Saturday 28 February 2009
by: Hervé Kempf, Le Monde

Hervé Kempf applauds the change in direction President Obama's planned budget heralds, but wishes the president had also told Americans, "The energy party is over." (Photo: Huffington Post)
Barack Obama, the United States's new president, gave a speech before Congress on February 24 that concretely defined the policy he intends to conduct, which was further detailed February 26 in the presentation of his budget plan. Is that policy ecological? Does it respond to the question that will dominate the next few decades?
One could certainly not do worse than George Bush with respect to the environment. But Mr. Obama goes further than a simple correction of the disaster: he is boosting the Environmental Protection Agency (EPA) budget; he is relaunching energy efficiency for the stock of federal government buildings; he is preparing a fee-based market for emissions that will generate revenue to be used to assist lower-income households; he is stimulating the production of renewable energy; he is investing in "clean energies."
A great change? Incontestably. Of direction? Yes. Radical? May the wrath of the Obamaniacs strike this chronicler! The answer is: no. In his speech, Mr. Obama mentions the environmental question almost in passing, reducing it to climate change. On other occasions, he had announced that his goal was to reduce his country's Greenhouse Gas Emissions (GGE) in 2050 by 80 percent. That major choice is forgotten in the February 24 speech. Only the goal of developing renewable energies - motivated primarily by the desire to reduce dependence on imported oil - and the CO2 market remained. "We will double the nation's production of renewable energy in three years." To the extent economic reality allows such a development, it will make the share of (non-waterpower) renewable energy in the United States' total energy production go from 6 percent (most of which is from bio-fuels) to 12 percent. That's significant, but not really game-changing.
Mr. Obama did not say, nor even suggest, to his fellow citizens - the world's top GGE emitters - that their energy consumption will have to be considerably reduced. Perhaps it's not yet possible for a political official to say that the hour for sobriety has arrived. In fact, the great majority of those officials seem to believe that by replacing oil with solar panels and windmills, the "American Way of Life" may perpetuate itself. That forgets both energy cost and the environmental crisis.

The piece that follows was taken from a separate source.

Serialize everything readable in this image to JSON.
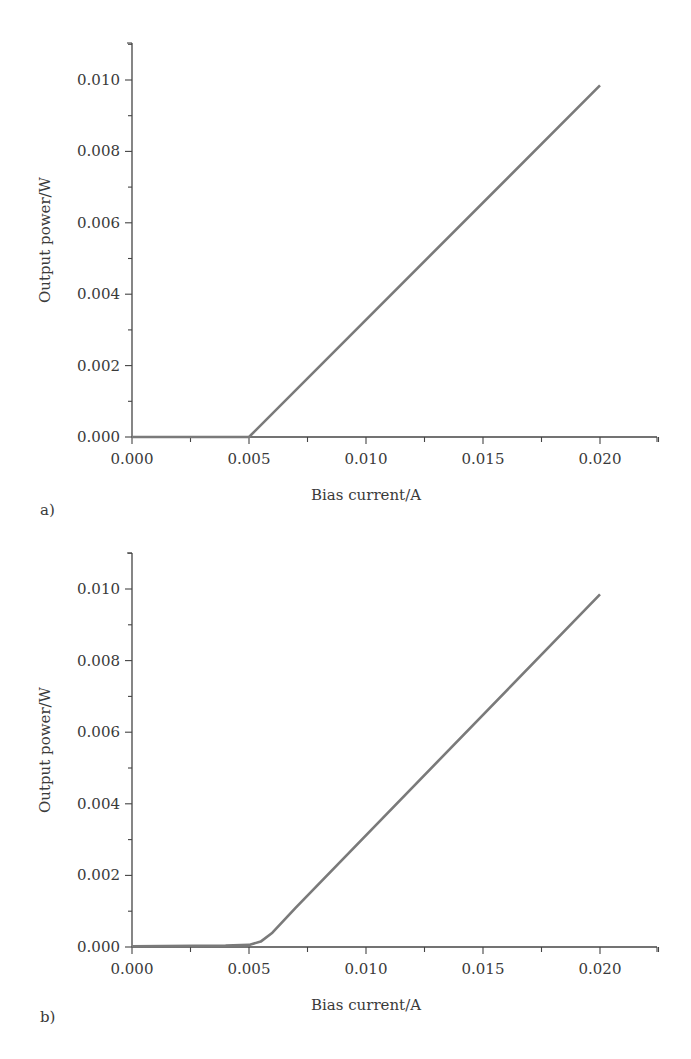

Mr. Obama is effecting a social policy as audacious as the state of affairs allows. By correcting inequalities, by investing in education and in health, he allows society to orient itself towards activities with reduced environmental impact. The economic crisis forces him to act in the short term with a massive reflationary budget to avoid collapse and with a financial system freed of excess debt. The task of preparing his people for the future remains for this great pedagogue: the energy party is over.
--------
Translation: Truthout French language editor Leslie Thatcher.